The grid has also had to introduce a new service in response to the growth of wind power. Gas-fired power stations naturally stabilise the grid (providing so-called ‘inertia’); a fault in one place tends to propagate slowly across the network, giving managers time to respond. However, windfarms have no inertia, and faults can therefore propagate almost instantaneously, threatening major blackouts. In order to mitigate this risk, the grid pays for artificial inertia, typically in the form of flywheels and batteries. In other words, a service once provided for free by gas-fired power stations is now a further burden on consumer bills.
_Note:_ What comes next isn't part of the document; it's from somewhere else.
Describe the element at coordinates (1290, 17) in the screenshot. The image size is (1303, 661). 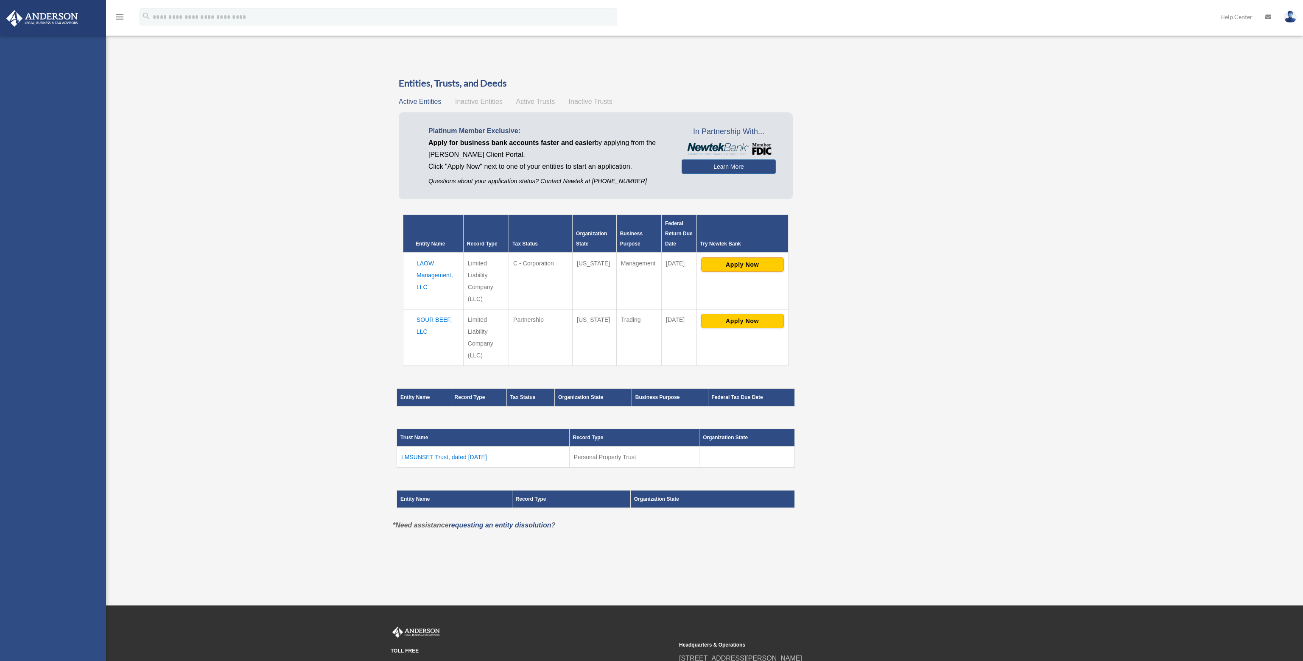
I see `img: User Pic` at that location.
Finally, because windfarms tend to be built far from centres of demand (in the ocean, and in remote highland areas), they bring with them the necessity for major upgrades to the transmission grid. The costs of what we can call the transmission effect are charged to users of the grid, ultimately raising consumer bills still further.
Summary
In summary, adding a windfarm to the grid increases costs to consumers in no fewer than six ways:
The inefficiency effect
The capacity market effect
The levy effect
Constraints payments
Artificial inertia
The transmission effect
Only the displacement effect could theoretically reduce costs to consumers, but in practice this is likely to be zero, because of the urgent need to keep gas-fired power stations on the grid.
In summary, it seems implausible that windfarms will ever reduce costs.
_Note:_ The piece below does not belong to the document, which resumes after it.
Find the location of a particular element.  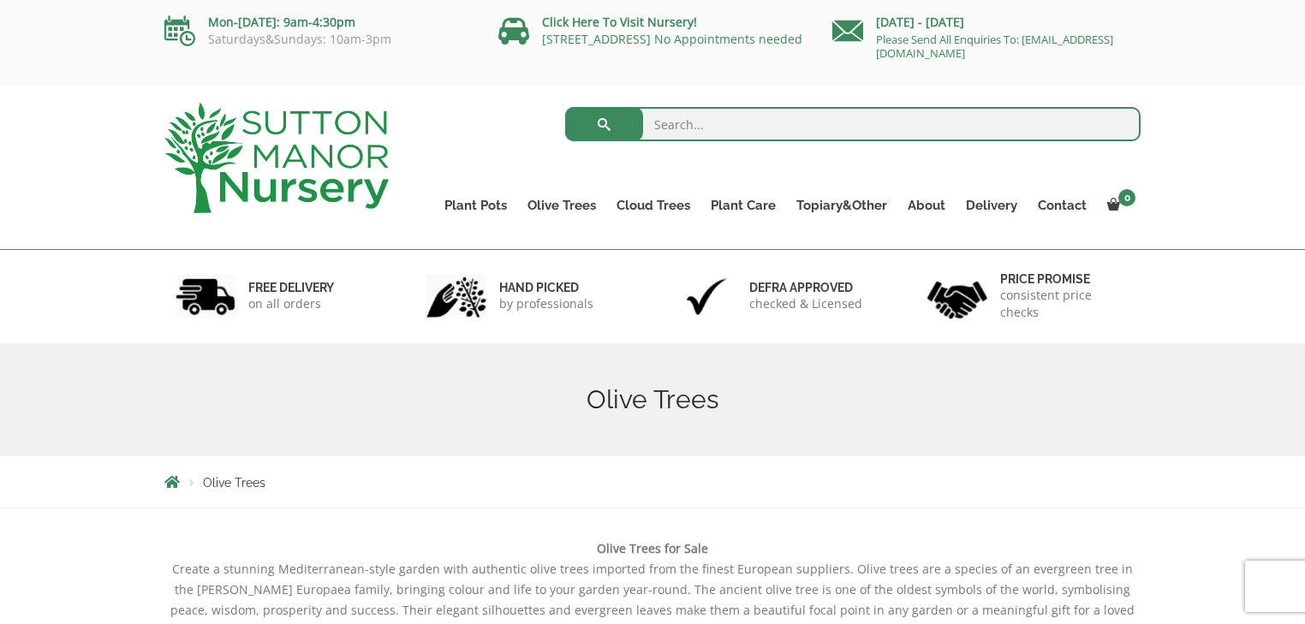

img: logo is located at coordinates (277, 158).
Table 1 gives indicative costs for each effect, suggesting a total of £24.5 billion, or around £850 per household per year. Approximately half of this will be experienced as increases in household bills, and the rest as increases in the general cost of living.
Caveat
When I began, I observed that my examples described grids that were simpler than the real one. In particular, I looked at grids with centralised dispatch based on the different bids from generators. The reality of the UK market is rather different, with only a fraction of total electricity traded on the open market; most is delivered under the terms of private ‘power purchase agreements’, and generators tend to ‘self-dispatch’. However, this may make little difference to my conclusions. Most of the effects outlined above are a function of physical and engineering constraints rather than of market structures. Differences are therefore likely to be of degree.
Notes
* Strictly, it is lower marginal costs, which includes some other cost elements, but it’s mostly fuel.
† In the real world, carbon prices change the equation considerably, but we’ll leave that complication out here.
‡ If it pushes a high-cost generator off the grid completely, it may decrease the cost. See discussion of the displacement effect below.
§ This has always been the case, although the opposite was true for a short period at the start of the Ukraine war.
¶ On Friday 8 September 2023 at 2pm, the UK’s 14000 MW of offshore windfarms were delivering 36 MW of power to the grid.